Browsed by
Category: trails

Hidden Pond

Hidden Pond

Today I walked down an old section of Hunter’s Valley Road to twin stone pillars flanking a trail. A few hundred feet down a muddy path I came to a grove of bamboo so thick that light barely penetrated the thicket. It rained hard last night and everything was drenched. Moisture beaded up at the ends of the bamboo fronds and dripped on me as I shoved my way through the foliage.

Once into the enclosure I marveled at the space. A pond, completely hidden from view, surrounded on three sides by bamboo and on the other by banked rows of rhododendrons and azaleas. Fallen leaves and lily pads dotted the surface, and the great shaggy bamboo, weighted by water, hung its head in the pool.

What is it about a hidden garden we find so appealing? Is it the incongruity of something outside and in the open but still out of sight? Or is it the feeling that it gives us, one of enclosure and safety. Whatever the explanation, the place had a magical effect on me; it calmed me, slowed me, made me want to stay.

Learning the Rules

Learning the Rules

I’ve been thinking about suburbia and suburbanites this morning — about those of us who make our homes in neither the city nor the country but in that place in between — and how we are the product of zoning laws, cheap mortgages and office parks.

I work for a law school but seldom think about how laws and policies have shaped the place I live. Even the open space I praise in this blog is mandated by regulations on density and the percability of soil. The same rules that give us a meadow isolate us from each other.

So what’s a walker to do? Keep walking, I suppose. Because walking knits together the here and now with the then and gone. It also makes me care. And if we are ever to change the way we live we must first care enough to understand how it came to be.

Possibilities of Place

Possibilities of Place

Since Sunday’s hike I’ve been doing a little research on the Cross-County Trail, Difficult Run and the watershed. I’ve learned about ongoing projects to manage the streams, to keep them healthy with drainage and tree buffers.

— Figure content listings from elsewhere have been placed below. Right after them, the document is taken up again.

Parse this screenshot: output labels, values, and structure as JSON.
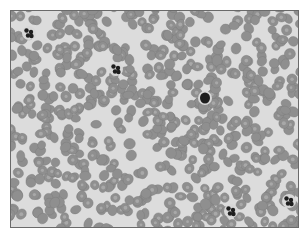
{
  "image": {
    "subject": "blood smear micrograph",
    "colors": {
      "background": "#ffffff",
      "plasma": "#dcdcdc",
      "rbc_fill": "#8f8f8f",
      "rbc_center": "#a8a8a8",
      "nucleus": "#1e1e1e",
      "border": "#6a6a6a"
    },
    "leukocytes": [
      {
        "x": 18,
        "y": 22,
        "shape": "lobed"
      },
      {
        "x": 105,
        "y": 58,
        "shape": "lobed"
      },
      {
        "x": 194,
        "y": 87,
        "shape": "round"
      },
      {
        "x": 220,
        "y": 200,
        "shape": "lobed"
      },
      {
        "x": 278,
        "y": 190,
        "shape": "lobed"
      }
    ]
  }
}
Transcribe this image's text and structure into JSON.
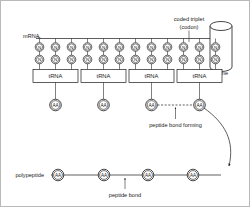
{
  "diagram": {
    "labels": {
      "mrna": "mRNA",
      "coded_triplet_line1": "coded triplet",
      "coded_triplet_line2": "(codon)",
      "ribosome": "ribosome",
      "peptide_bond_forming": "peptide bond forming",
      "polypeptide": "polypeptide",
      "peptide_bond": "peptide bond"
    },
    "nucleotide_label": "N",
    "amino_acid_label": "AA",
    "trna_label": "tRNA",
    "nucleotide_top_row": [
      "N",
      "N",
      "N",
      "N",
      "N",
      "N",
      "N",
      "N",
      "N",
      "N",
      "N",
      "N"
    ],
    "nucleotide_bottom_row": [
      "N",
      "N",
      "N",
      "N",
      "N",
      "N",
      "N",
      "N",
      "N",
      "N",
      "N",
      "N"
    ],
    "trna_boxes": [
      "tRNA",
      "tRNA",
      "tRNA",
      "tRNA"
    ],
    "trna_amino_acids": [
      "AA",
      "AA",
      "AA",
      "AA"
    ],
    "polypeptide_amino_acids": [
      "AA",
      "AA",
      "AA",
      "AA"
    ],
    "colors": {
      "ink": "#1a1a1a",
      "background": "#ffffff",
      "border": "#b9b9b9"
    }
  }
}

I’ve learned about the flooding that often occurs in the section I hiked a few days ago. Most of all, I’ve learned about the communities of runners, walkers and bikers who have traveled these trails before me.

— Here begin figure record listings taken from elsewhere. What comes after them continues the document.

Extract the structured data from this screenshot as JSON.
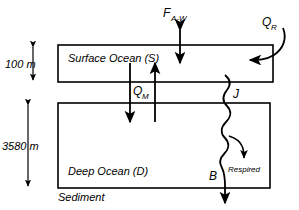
{
  "diagram": {
    "stroke_color": "#000000",
    "background_color": "#ffffff",
    "boxes": [
      {
        "id": "surface",
        "label": "Surface Ocean (S)",
        "depth_label": "100 m"
      },
      {
        "id": "deep",
        "label": "Deep Ocean (D)",
        "depth_label": "3580 m"
      }
    ],
    "sediment_label": "Sediment",
    "fluxes": [
      {
        "id": "air_water",
        "symbol": "F",
        "subscript": "A-W",
        "kind": "double-arrow-vertical"
      },
      {
        "id": "river",
        "symbol": "Q",
        "subscript": "R",
        "kind": "curved-arrow-inbound"
      },
      {
        "id": "mixing",
        "symbol": "Q",
        "subscript": "M",
        "kind": "two-vertical-arrows"
      },
      {
        "id": "export",
        "symbol": "J",
        "subscript": "",
        "kind": "wavy-line"
      },
      {
        "id": "burial",
        "symbol": "B",
        "subscript": "",
        "kind": "wavy-arrow-down"
      }
    ],
    "annotations": [
      {
        "id": "respired",
        "label": "Respired"
      }
    ]
  }
}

I’ve read stories of single-day marathons, of Nordic pole-walkers, of runners wading waist-high across streams when the water tops the fair-weather crossings.

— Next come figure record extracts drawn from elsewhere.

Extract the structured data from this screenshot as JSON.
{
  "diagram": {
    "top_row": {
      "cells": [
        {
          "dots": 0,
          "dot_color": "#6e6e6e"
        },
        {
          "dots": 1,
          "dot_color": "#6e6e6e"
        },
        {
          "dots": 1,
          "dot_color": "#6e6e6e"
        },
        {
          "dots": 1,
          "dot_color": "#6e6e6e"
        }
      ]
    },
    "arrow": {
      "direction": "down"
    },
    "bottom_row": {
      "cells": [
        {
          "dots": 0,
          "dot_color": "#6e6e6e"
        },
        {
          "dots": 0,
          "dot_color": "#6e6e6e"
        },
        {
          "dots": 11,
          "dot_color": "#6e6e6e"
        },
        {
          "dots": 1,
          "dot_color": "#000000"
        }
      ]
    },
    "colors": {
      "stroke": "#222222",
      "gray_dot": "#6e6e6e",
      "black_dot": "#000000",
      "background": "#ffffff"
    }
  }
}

What these tales have in common is a sense of adventure and discovery. There is awe of the natural beauty, of the possibilities of this place.

Walking to the Potomac

Walking to the Potomac

Yesterday a hike from Colvin’s Run Mill to the Potomac River, eight miles round trip on the Cross-County Trail. The river is the trail’s northern terminus and you have to work a little to get there. Floods have taken out part of the gravel walk along the stream and there’s a stretch where you must clamber over rocks or turn back. Combine that with two fair-weather creek crossings and I used up my courage quotient for the day.

The destination was worth it, though, walking along the roiling waters of Difficult Run as it makes its way to the river, plunging and skipping over rocks, through channels narrow and deep. (Hard to believe it’s related to the rivulet that meanders through my neighborhood.)

And then coming finally to the Potomac, the orange and yellow kayaks glimpsed through the trees, Maryland on the other side. The stateliness and otherness of a river. And a walk that made the destination matter.

The Beaten Path

The Beaten Path

Sometimes I’m on it, sometimes I’m off it. But I always have a responsibility to it. For who will keep the path beaten if not the walker? Who else will clear it of weeds and stones? Who else will smooth it out, will wear it down to dirt?

On woods walks it’s easy to spot which paths are well trod and which have banished from neglect. Animals do their part; there are deer runs in the woods, too. But humans blaze the widest trails.

I find this thought comforting: That the forest needs me just as I need the forest. That in passing through I create the possibility of further passage. That each amble makes the next one easier. That each foot fall is creative.

This is more than just “use it or lose it.” It’s organic, symbiotic. It’s proof, once again, that we’re all in this together.

Fair Weather Crossing

Fair Weather Crossing

There are several of these along the length of the Cross County Trail, raised concrete cylinders across the width of a stream. The bold strider takes them easily, one foot to a step. The timid one (that would be me) navigates the creek with a mincing two-step.

I think of these pillars as fabricated steppingstones. No hollow log or moss-slicked surface to send one sliding. The suburban safety net is in place here. Nothing really difficult or bold will be asked of us. We will be killed with — if not kindness (because “kind” is not an adjective that comes to mind when describing this part of the world) — then with inordinate padding.

The irony is that I successfully crossed the creek only to stumble half a mile later. It was nothing but a root that tripped the tip of my toe as I fast-walked the packed-dirt trail. But it was enough to send me careening in what I can only imagine was a cartoon-like near-fall. Somehow, I caught myself, my arms flapping beside me like the wings of an errant glider.

Fair weather crossings are a good start; what we need next are cushioned paths.